André Gorz
André Gorz | |
|---|---|
Gorz (to the right) and his wife, Dorine | |
| Born | Gerhart Hirsch 9 February 1923 |
| Died | 22 September 2007 (aged 84) Vosnon, France |
| Other names | Gérard Horst, Michel Bosquet |
| Philosophical work | |
| Era | 20th-century philosophy |
| Region | Western philosophy |
| School | Continental philosophy New Left |
| Main interests | Political philosophy |
| Notable ideas | Non-reformist reform |
Gérard Horst (French: [ʒeʁaʁ ɔʁst]; né Gerhart Hirsch, Austrian German: [ˈɡeːɐ̯hart hɪrʃ]; 9 February 1923 – 22 September 2007), more commonly known by his pen names André Gorz (French: [ɑ̃dʁe ɡɔʁts]) and Michel Bosquet (French: [miʃɛl bɔskɛ]), was an Austrian-French social philosopher and journalist and critic of work.
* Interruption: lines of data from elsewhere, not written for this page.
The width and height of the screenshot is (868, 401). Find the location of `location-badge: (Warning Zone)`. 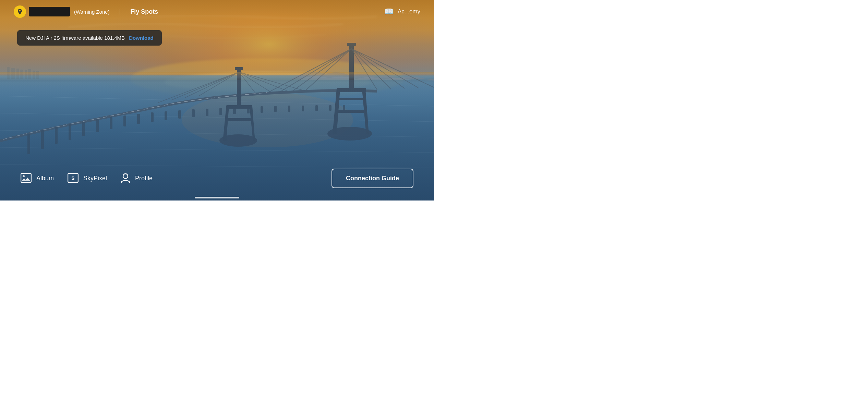

location-badge: (Warning Zone) is located at coordinates (62, 12).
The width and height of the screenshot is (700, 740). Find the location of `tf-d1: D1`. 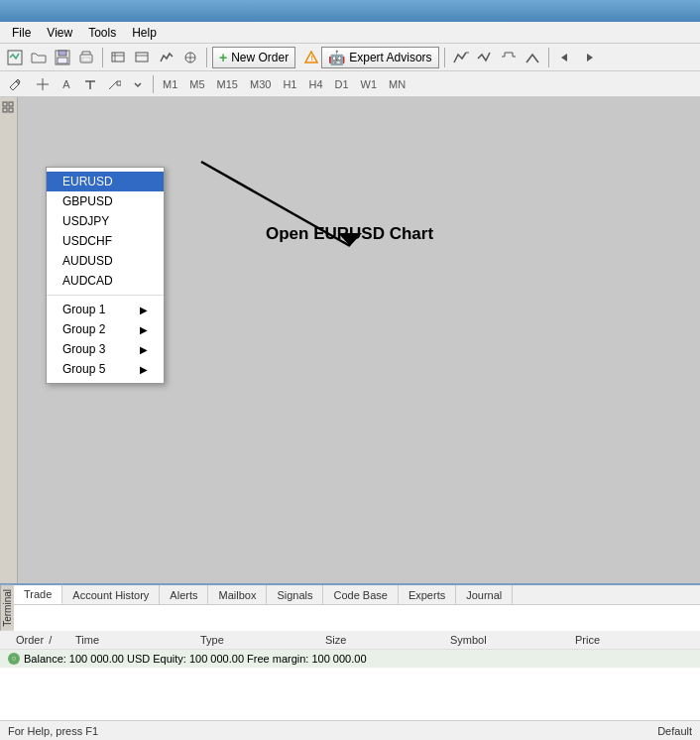

tf-d1: D1 is located at coordinates (342, 84).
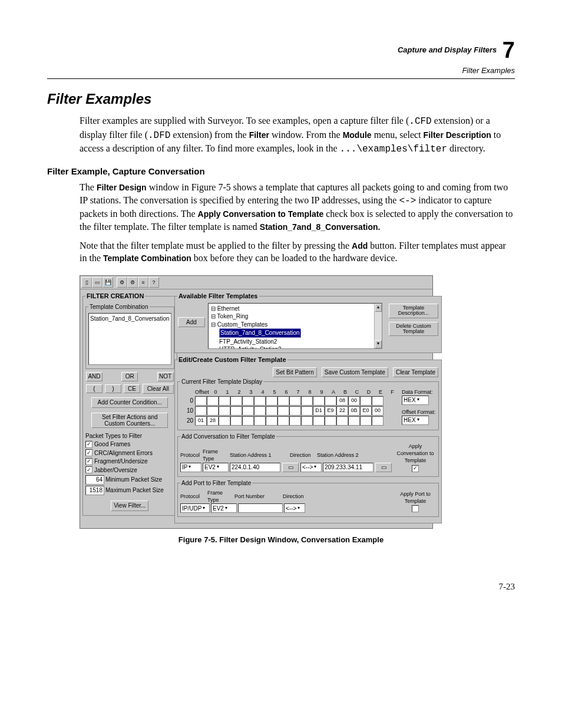 The height and width of the screenshot is (728, 562). Describe the element at coordinates (154, 282) in the screenshot. I see `help-icon: ?` at that location.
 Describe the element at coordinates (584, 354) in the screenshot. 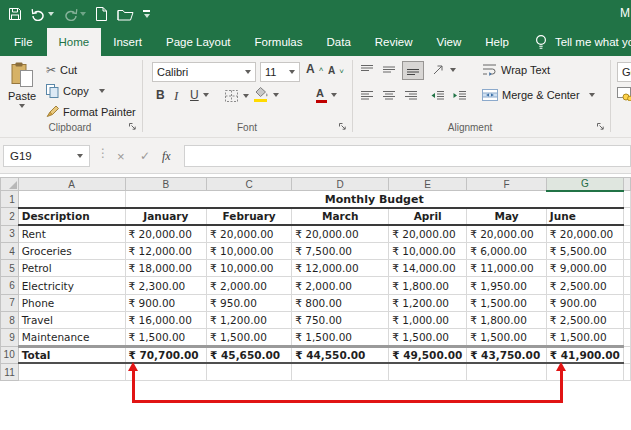

I see `cell-G10: ₹ 41,900.00` at that location.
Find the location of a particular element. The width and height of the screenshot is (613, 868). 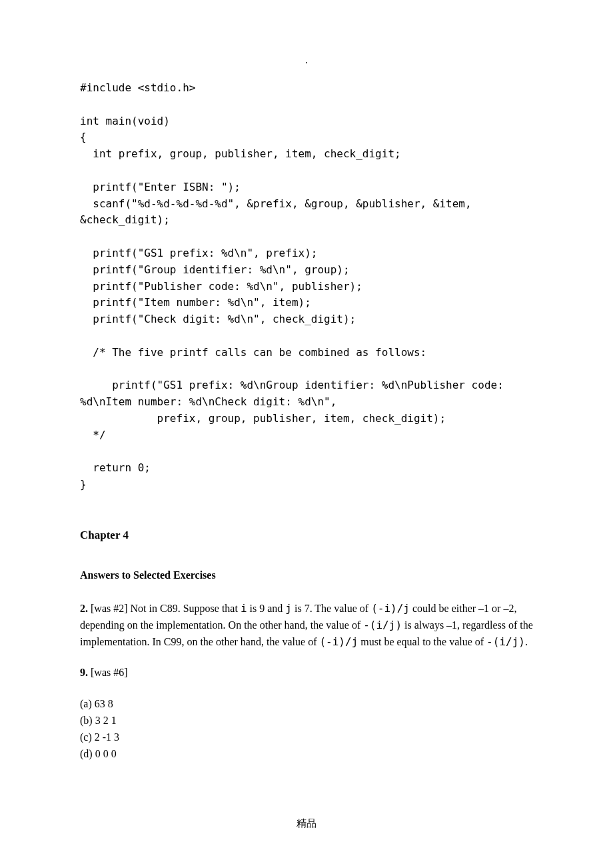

He co-founded Le Nouvel Observateur weekly in 1964. A supporter of Jean-Paul Sartre's existentialist version of Marxism after the World War II, he became in the aftermath of the May 68 student riots more concerned with political ecology.
In the 1960s and 1970s, he was a main theorist in the New Left movement and coined the concept of non-reformist reform. His central theme was wage labour issues such as liberation from work, the just distribution of work, social alienation, and a guaranteed basic income.